Formulated as a gedankenexperiment in 2021 and with the implementation beginning in 2022, Transfigurations of G-code is the project in which two machine learning frameworks replace the slicer as a deterministic algorithm to foreground the figural as a generative force in the translation. What seemed to be the strongest side of G-code, its relentlessly rigid translation into the signified, became its weakest spot with the arrival of stochastic parrots in the form of large language models, such as now ubiquitously known GPT. Representational translation of the slicer can be replaced by grammatical permutations generated by the machine learning framework of GPT as paths traversed by reinforcement learning agent in their search for expressive modes of translation or the figural. It would apply the “linguistic turn” to the G-code, analysing the relationship between the language, its users, and the environment. Algorithmic agents could explore the vast development possibilities on a far larger scale than humans could. Thinking back to the dancer translating the movement via the motor cortex, it becomes evident that the translation does not simply follow the optimised model with the shortest or most economical movement but that the movement embodies more and carries power and expression with it.
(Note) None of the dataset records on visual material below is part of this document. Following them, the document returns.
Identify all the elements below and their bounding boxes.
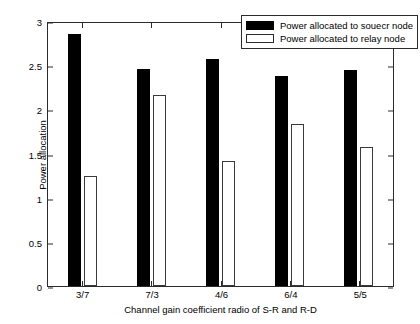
x-tick-mark-top bbox=[221, 23, 222, 28]
y-tick-label: 2 bbox=[37, 107, 42, 117]
plot-area: 0 0.5 1 1.5 2 bbox=[47, 22, 394, 287]
y-tick-mark bbox=[48, 67, 53, 68]
x-tick-label: 4/6 bbox=[215, 290, 228, 300]
y-tick-label: 0 bbox=[37, 283, 42, 293]
y-tick-mark bbox=[48, 23, 53, 24]
bar-relay-5-5 bbox=[360, 147, 374, 286]
y-tick-label: 0.5 bbox=[29, 239, 42, 249]
bar-source-7-3 bbox=[137, 69, 151, 286]
legend-swatch-source-icon bbox=[246, 21, 274, 30]
bar-relay-3-7 bbox=[84, 176, 98, 286]
x-tick-mark-top bbox=[82, 23, 83, 28]
y-tick-mark bbox=[48, 288, 53, 289]
y-tick-label: 1.5 bbox=[29, 151, 42, 161]
y-tick-mark bbox=[48, 199, 53, 200]
y-tick-mark bbox=[48, 155, 53, 156]
bar-relay-7-3 bbox=[153, 95, 167, 286]
legend-item-source: Power allocated to souecr node bbox=[246, 19, 413, 32]
x-tick-mark bbox=[82, 281, 83, 286]
x-tick-label: 7/3 bbox=[145, 290, 158, 300]
y-tick-mark-right bbox=[388, 155, 393, 156]
x-tick-label: 5/5 bbox=[354, 290, 367, 300]
bar-source-5-5 bbox=[344, 70, 358, 286]
x-tick-label: 3/7 bbox=[76, 290, 89, 300]
figure-canvas: Power allocation 0 0.5 1 1.5 bbox=[0, 0, 420, 324]
bar-source-3-7 bbox=[68, 34, 82, 286]
bar-source-4-6 bbox=[206, 59, 220, 286]
legend-label-source: Power allocated to souecr node bbox=[280, 21, 413, 31]
y-tick-mark bbox=[48, 243, 53, 244]
y-tick-mark-right bbox=[388, 199, 393, 200]
legend-swatch-relay-icon bbox=[246, 34, 274, 43]
bar-relay-4-6 bbox=[222, 161, 236, 286]
bar-relay-6-4 bbox=[291, 124, 305, 286]
legend-label-relay: Power allocated to relay node bbox=[280, 34, 405, 44]
y-tick-mark-right bbox=[388, 288, 393, 289]
x-tick-mark-top bbox=[151, 23, 152, 28]
y-tick-mark-right bbox=[388, 67, 393, 68]
y-tick-label: 2.5 bbox=[29, 62, 42, 72]
y-tick-label: 3 bbox=[37, 18, 42, 28]
y-tick-mark-right bbox=[388, 243, 393, 244]
legend-item-relay: Power allocated to relay node bbox=[246, 32, 413, 45]
x-axis-title: Channel gain coefficient radio of S-R an… bbox=[47, 305, 394, 315]
y-tick-mark-right bbox=[388, 111, 393, 112]
y-tick-mark bbox=[48, 111, 53, 112]
bar-source-6-4 bbox=[275, 76, 289, 286]
y-tick-label: 1 bbox=[37, 195, 42, 205]
legend: Power allocated to souecr node Power all… bbox=[241, 15, 418, 49]
x-tick-label: 6/4 bbox=[284, 290, 297, 300]
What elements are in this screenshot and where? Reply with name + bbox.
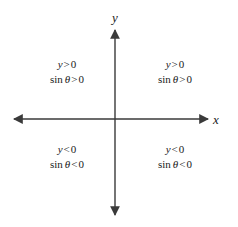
quadrant-2-operator: > <box>63 58 71 70</box>
quadrant-1-variable: y <box>166 58 171 70</box>
quadrant-2-line-2: sinθ>0 <box>25 72 109 87</box>
quadrant-1-value-2: 0 <box>186 73 192 85</box>
quadrant-3-line-1: y<0 <box>25 142 109 157</box>
quadrant-2-value: 0 <box>71 58 77 70</box>
quadrant-3-labels: y<0 sinθ<0 <box>25 142 109 172</box>
quadrant-4-labels: y<0 sinθ<0 <box>133 142 217 172</box>
quadrant-3-operator: < <box>63 143 71 155</box>
quadrant-4-function: sin <box>158 158 171 170</box>
quadrant-sign-diagram: y x y>0 sinθ>0 y>0 sinθ>0 y<0 sinθ<0 y<0… <box>0 0 238 227</box>
quadrant-4-variable: y <box>166 143 171 155</box>
quadrant-4-line-1: y<0 <box>133 142 217 157</box>
quadrant-2-value-2: 0 <box>78 73 84 85</box>
coordinate-axes <box>0 0 238 227</box>
quadrant-1-line-2: sinθ>0 <box>133 72 217 87</box>
quadrant-4-value-2: 0 <box>186 158 192 170</box>
quadrant-3-value-2: 0 <box>78 158 84 170</box>
quadrant-1-value: 0 <box>179 58 185 70</box>
quadrant-2-line-1: y>0 <box>25 57 109 72</box>
quadrant-4-line-2: sinθ<0 <box>133 157 217 172</box>
quadrant-1-function: sin <box>158 73 171 85</box>
quadrant-3-line-2: sinθ<0 <box>25 157 109 172</box>
quadrant-1-line-1: y>0 <box>133 57 217 72</box>
quadrant-1-operator: > <box>171 58 179 70</box>
quadrant-4-operator: < <box>171 143 179 155</box>
y-axis-label: y <box>108 11 122 24</box>
quadrant-3-value: 0 <box>71 143 77 155</box>
quadrant-1-labels: y>0 sinθ>0 <box>133 57 217 87</box>
quadrant-2-variable: y <box>58 58 63 70</box>
quadrant-4-value: 0 <box>179 143 185 155</box>
quadrant-2-function: sin <box>50 73 63 85</box>
quadrant-3-function: sin <box>50 158 63 170</box>
quadrant-2-labels: y>0 sinθ>0 <box>25 57 109 87</box>
quadrant-3-variable: y <box>58 143 63 155</box>
x-axis-label: x <box>213 113 219 126</box>
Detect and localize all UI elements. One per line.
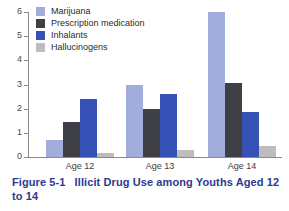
legend-swatch-prescription-medication xyxy=(36,19,45,28)
bar-age-14-prescription-medication xyxy=(225,83,242,157)
bar-age-13-hallucinogens xyxy=(177,150,194,157)
bar-age-14-hallucinogens xyxy=(259,146,276,157)
legend-item: Marijuana xyxy=(36,5,216,17)
bar-age-13-inhalants xyxy=(160,94,177,157)
figure-container: 6543210 Age 12Age 13Age 14 MarijuanaPres… xyxy=(0,0,289,211)
legend-swatch-marijuana xyxy=(36,7,45,16)
bar-age-13-marijuana xyxy=(126,85,143,158)
figure-caption-number: Figure 5-1 xyxy=(12,176,66,188)
legend-item: Inhalants xyxy=(36,29,216,41)
x-axis-label-age-13: Age 13 xyxy=(126,161,194,171)
bar-age-12-hallucinogens xyxy=(97,153,114,157)
legend-item-label: Hallucinogens xyxy=(51,42,108,52)
legend-item-label: Marijuana xyxy=(51,6,91,16)
legend-item: Hallucinogens xyxy=(36,41,216,53)
x-axis-label-age-12: Age 12 xyxy=(46,161,114,171)
bar-age-12-inhalants xyxy=(80,99,97,157)
bar-age-12-marijuana xyxy=(46,140,63,157)
legend-swatch-hallucinogens xyxy=(36,43,45,52)
legend-item-label: Prescription medication xyxy=(51,18,145,28)
legend-item-label: Inhalants xyxy=(51,30,88,40)
legend-swatch-inhalants xyxy=(36,31,45,40)
bar-age-13-prescription-medication xyxy=(143,109,160,157)
figure-caption: Figure 5-1Illicit Drug Use among Youths … xyxy=(12,176,280,203)
bar-age-12-prescription-medication xyxy=(63,122,80,157)
x-axis-label-age-14: Age 14 xyxy=(208,161,276,171)
chart-legend: MarijuanaPrescription medicationInhalant… xyxy=(36,5,216,53)
bar-age-14-inhalants xyxy=(242,112,259,157)
legend-item: Prescription medication xyxy=(36,17,216,29)
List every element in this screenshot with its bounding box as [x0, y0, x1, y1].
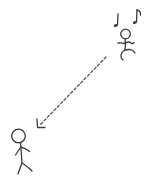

Transfigurations of G-code consists of three main components of the system: reinforcement learning agents (RL), G-code-generating large language model (LLM), and the simulated environment. Two open-source frameworks are combined to correctly simulate the environment of 3D printing. The first framework, Gazebo, is responsible for the physical simulation of kinetics and dynamics of the movement of printer bed and the printer head. The second one, openFOAM, uses computational fluid dynamics (CFD) to simulate the extrusion of plastic, its cooling properties, and the adhesion to the previous layers. A pre-trained LLM (GPT-J-6B) is fine-tuned with a curated dataset of G-code is responsible for the creation of new G-code, based on prompts from RL agents. RL agents send the newly generated G-code into the simulated environment as an action and receive a reward (based on print quality, structural integrity or material efficiency) and their new state in the environment.
In addition to the inner connections of RL agents, LLM generator, and the simulated environment, three feedback loops ensure constant fine-tuning and improvements of the whole system. The simulated environment delivers feedback to both RL agents (the first feedback loop) and the LLM generator (the second feedback loop) to improve their performance. The third feedback loop between RL agents and the LLM generator enables iterative improvements and a fine balance between exploration and exploitation of the environment. This feedback loop transforms LLM from a static G-code generator into a dynamic participant in 3D printing process, learning and adapting based on real-world outcomes.
In the first experiment, GPT-3 was given the G-code and instructed to continue its generation.
Without the fine tuning with a curated set G-code sequences and its embodiment in the simulated physical environment, the continuation generated by the LLM model went off the tangent:
The advantage of the curated dataset is not only the improvement of the generated G-code, but also the formation of the style through the choice of 3D models used to generate the training G-code dataset. In further iterations this set can be automatically generated based on the specific prompts coming from RL agents (like Platonic solids, sex toys, luxury cars, and expressive gestures amongst others).
Reinforcement agents embodied in the simulated physical environment are free to explore the vast space of combinatorial capabilities of GPT, not to generate “yet-another” representation, but to be the generative of the process. Free to learn with each translation, to possess the freedom to explore this new environment akin to the freedom of random walk, but without needing infinite time to arrive at the same result. It could produce “ready-mades” that all look alike but result from a different generative process. The constitutive, ana-material difference, situated in Duchamp’s “found” object as the past tense or always already found articulates itself here as “founding” in the present participle, in the process of making, and therefore in the ongoing process of becoming. The figural does not interrupt the discourse but generates and regenerates it in the intrinsic nature of its cognition and creativity. Not as a serendipity, as in the errors of Synthetic Eros -- Synthetic Errors, but as an intrinsic manifestation of the process.